The Romance of Certain Old Clothes

Woman before Mirror – Jakab Marastoni (1804-1860)

This is the one of four stories James wrote with the American Civil War as a background. The other stories are Poor Richard (1867), The Story of a Year (1865) and A Most Extraordinary Case (1868). James was eligible to serve in the war, but did not. Shortly before being enlisted he sustained a back injury which made him exempt.


The Romance of Certain Old Clothes – commentary

The melodramatic and Grand Guignol final scene of this tale was very much in keeping with the fashion for ghost stories which became popular at the end of the nineteenth century. This was a period which gave rise to Dr Jekyll and Mr Hyde (1886) The Picture of Dorian Grey (1890) and Dracula (1897), But James was obviously mainly interested in the subconscious sexual sibling rivalry between the two sisters Viola and Perdita. In particular its vivid manifestation in the scene where Viola actually dresses up in Perdita’s wedding clothes in front of the mirror.

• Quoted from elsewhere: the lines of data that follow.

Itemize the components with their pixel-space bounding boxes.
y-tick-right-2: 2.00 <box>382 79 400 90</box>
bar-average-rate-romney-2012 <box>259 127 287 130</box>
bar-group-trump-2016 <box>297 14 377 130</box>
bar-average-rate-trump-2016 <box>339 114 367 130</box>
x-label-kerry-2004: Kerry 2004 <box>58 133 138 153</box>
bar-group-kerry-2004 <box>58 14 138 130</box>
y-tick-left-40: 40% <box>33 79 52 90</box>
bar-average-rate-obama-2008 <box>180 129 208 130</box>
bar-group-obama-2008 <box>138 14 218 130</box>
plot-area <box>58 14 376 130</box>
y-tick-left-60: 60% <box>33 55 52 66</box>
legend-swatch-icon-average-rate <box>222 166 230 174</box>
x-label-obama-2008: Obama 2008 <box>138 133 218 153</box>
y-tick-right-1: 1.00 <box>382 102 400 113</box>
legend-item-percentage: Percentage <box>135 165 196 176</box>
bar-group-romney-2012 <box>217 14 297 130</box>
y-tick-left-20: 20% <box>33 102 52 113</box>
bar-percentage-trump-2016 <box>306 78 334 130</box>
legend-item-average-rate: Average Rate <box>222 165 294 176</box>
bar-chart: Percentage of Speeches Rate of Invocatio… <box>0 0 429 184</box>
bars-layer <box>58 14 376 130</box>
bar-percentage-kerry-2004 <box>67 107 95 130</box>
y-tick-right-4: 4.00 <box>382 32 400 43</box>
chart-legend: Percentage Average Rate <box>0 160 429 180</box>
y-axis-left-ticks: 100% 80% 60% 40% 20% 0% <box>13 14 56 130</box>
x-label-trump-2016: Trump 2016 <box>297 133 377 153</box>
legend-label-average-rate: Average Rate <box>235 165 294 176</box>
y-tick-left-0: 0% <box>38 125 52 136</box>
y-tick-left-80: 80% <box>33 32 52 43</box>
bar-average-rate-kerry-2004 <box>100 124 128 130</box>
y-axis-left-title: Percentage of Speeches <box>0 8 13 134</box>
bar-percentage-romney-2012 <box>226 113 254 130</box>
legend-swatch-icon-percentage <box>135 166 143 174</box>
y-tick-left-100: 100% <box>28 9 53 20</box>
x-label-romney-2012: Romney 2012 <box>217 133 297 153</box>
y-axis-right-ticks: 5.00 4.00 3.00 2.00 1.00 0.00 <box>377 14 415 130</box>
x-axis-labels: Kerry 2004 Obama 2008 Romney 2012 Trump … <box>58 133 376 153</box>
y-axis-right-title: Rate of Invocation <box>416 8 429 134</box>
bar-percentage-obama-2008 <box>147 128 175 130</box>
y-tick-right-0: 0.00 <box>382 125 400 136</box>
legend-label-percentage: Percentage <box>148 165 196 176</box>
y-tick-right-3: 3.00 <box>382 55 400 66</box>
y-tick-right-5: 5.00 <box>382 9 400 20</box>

It is a work of James’s period of literary apprenticeship, and he would later make use of the ghost story in far more original ways in works such as Sir Edmund Orme (1891), Owen Wingrave (1892), and his most famous tale, The Turn of the Screw (1898).


The Romance of Certain Old Clothes – study resources

The Romance of Certain Old Clothes The Complete Works of Henry James – Kindle edition – Amazon UK

The Romance of Certain Old Clothes The Complete Works of Henry James – Kindle edition – Amazon US

The Romance of Certain Old Clothes Complete Stories 1874—1884 – Library of America – Amazon UK

Red button The Cambridge Companion to Henry James – Amazon UK

The Romance of Certain Old Clothes Complete Stories 1874—1884 – Library of America – Amazon US

Red button Henry James at Wikipedia – biographical notes, links

Red button Henry James at Mantex – tutorials, biography, study resources

The Romance of Certain Old Clothes


The Romance of Certain Old Clothes – plot summary

Bernard Willoughby returns from Oxford University and travels in France with his college friend Arthur Lloyd, who makes a very positive impression on Bernard’s two sisters, Viola and Perdita. The two girls are in competition for Lloyd’s attention, but conceal the fact from each other and from everybody else.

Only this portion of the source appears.